Monday, May 22, 2006

The Trail of the Lonesome Pine, John Fox, Jr.

Charming, involving, but peculiar. I was a bit surprised by what this turned out to be. When it was mentioned in Gilead, it sounded like it might be about two men, one older, vying for the love of a young woman. That premise would have had some bearing on the love relationship and the conflict in Gilead if it were entirely the case. But, really, The Trail of the Lonesome Pine is a twist on the Pygmalion story, with the Eliza Doolittle character symbolizing Kentucky’s pre-industrial wilderness paradise. The age difference between the principal characters is completely different from that in Gilead: it’s slightly disturbing that Jack Hale falls in love with June at her young age. On the other hand, it strikes me as something you’d get away with in 1908, as well as with the usual anachronisms, such as the old-fashioned terms and turns of phrase and the unenlightened attitudes about class and race.

It’s quirky because it’s from 1908, but the author’s also quirky. The pacing is very uneven -- you can tell that Fox wove a fictional narrative around scenes he actually witnessed among mountain people -- he dwells on some moments with a vividness that is out of all proportion to their importance in the story while paying bare lip-service to moments that should be dramatic in the alleged story. He also has an odd way with a phrase every once in a while: he’ll write a sentence backward: “The longest of her life was that day to June,” or he’ll open a chapter in a funny, detached way: “Spring was coming: and, meanwhile, that late autumn and short winter, things went merrily on at the gap in some ways, and in some ways -- not,” or he’ll describe something bizarrely: “The Hoosier was delirious over his troubles and straightway closed his plant.” He shifts point of view frequently and without warning.

Still, I liked it a lot; I even ordered a fairy stone from www.highhopes.com.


**WORK ORDER:** Print nothing but the lines below starting at the line that holds "The height and width of the screenshot is (349, 492)." and ending at the line that holds "Task: Click on the button: Preview", including both, each exactly as written.

**INFORMATION GIVEN:**

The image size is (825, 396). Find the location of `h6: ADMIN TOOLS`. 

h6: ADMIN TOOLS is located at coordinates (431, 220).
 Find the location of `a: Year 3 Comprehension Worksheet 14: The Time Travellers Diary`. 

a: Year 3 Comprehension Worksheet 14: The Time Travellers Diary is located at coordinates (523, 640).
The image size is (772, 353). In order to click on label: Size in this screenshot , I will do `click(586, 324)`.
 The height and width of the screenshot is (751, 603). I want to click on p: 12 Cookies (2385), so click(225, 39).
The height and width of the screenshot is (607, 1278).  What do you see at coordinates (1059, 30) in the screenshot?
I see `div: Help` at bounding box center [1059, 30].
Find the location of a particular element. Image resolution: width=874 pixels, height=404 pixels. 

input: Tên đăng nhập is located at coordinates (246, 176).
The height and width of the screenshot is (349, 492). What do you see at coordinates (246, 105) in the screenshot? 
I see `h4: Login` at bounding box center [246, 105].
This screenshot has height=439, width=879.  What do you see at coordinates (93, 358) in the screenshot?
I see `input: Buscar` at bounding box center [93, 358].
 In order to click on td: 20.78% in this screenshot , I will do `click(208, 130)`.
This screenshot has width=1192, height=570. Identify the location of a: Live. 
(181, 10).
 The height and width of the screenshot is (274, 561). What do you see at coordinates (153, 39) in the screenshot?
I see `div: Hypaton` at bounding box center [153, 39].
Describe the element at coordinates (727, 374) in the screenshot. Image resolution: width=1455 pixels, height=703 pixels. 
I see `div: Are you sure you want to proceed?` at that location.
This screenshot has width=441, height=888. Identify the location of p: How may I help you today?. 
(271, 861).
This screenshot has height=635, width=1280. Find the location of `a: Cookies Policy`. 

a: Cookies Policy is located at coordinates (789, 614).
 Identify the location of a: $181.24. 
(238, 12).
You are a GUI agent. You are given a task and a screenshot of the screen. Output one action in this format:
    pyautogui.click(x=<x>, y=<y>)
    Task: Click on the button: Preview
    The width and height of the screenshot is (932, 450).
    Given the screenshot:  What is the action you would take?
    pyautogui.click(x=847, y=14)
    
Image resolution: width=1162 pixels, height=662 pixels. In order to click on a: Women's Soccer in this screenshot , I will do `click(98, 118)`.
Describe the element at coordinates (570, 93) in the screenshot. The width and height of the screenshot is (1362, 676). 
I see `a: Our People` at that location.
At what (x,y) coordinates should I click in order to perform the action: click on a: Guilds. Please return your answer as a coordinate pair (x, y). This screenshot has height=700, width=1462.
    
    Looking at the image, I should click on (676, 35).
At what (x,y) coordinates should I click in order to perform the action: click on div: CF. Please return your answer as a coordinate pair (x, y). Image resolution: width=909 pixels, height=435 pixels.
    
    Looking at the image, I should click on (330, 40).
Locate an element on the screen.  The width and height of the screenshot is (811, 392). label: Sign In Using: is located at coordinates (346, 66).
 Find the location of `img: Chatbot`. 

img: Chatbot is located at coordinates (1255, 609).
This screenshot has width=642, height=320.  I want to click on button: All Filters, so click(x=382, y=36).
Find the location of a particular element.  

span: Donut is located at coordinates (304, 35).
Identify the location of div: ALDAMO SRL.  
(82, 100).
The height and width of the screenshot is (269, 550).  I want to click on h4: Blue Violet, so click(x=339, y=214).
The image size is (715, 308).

**RESULT OF THE EXERCISE:**
The height and width of the screenshot is (349, 492). What do you see at coordinates (246, 105) in the screenshot? 
I see `h4: Login` at bounding box center [246, 105].
This screenshot has height=439, width=879.  What do you see at coordinates (93, 358) in the screenshot?
I see `input: Buscar` at bounding box center [93, 358].
 In order to click on td: 20.78% in this screenshot , I will do `click(208, 130)`.
This screenshot has width=1192, height=570. Identify the location of a: Live. 
(181, 10).
 The height and width of the screenshot is (274, 561). What do you see at coordinates (153, 39) in the screenshot?
I see `div: Hypaton` at bounding box center [153, 39].
Describe the element at coordinates (727, 374) in the screenshot. Image resolution: width=1455 pixels, height=703 pixels. 
I see `div: Are you sure you want to proceed?` at that location.
This screenshot has width=441, height=888. Identify the location of p: How may I help you today?. 
(271, 861).
This screenshot has height=635, width=1280. Find the location of `a: Cookies Policy`. 

a: Cookies Policy is located at coordinates (789, 614).
 Identify the location of a: $181.24. 
(238, 12).
You are a GUI agent. You are given a task and a screenshot of the screen. Output one action in this format:
    pyautogui.click(x=<x>, y=<y>)
    Task: Click on the button: Preview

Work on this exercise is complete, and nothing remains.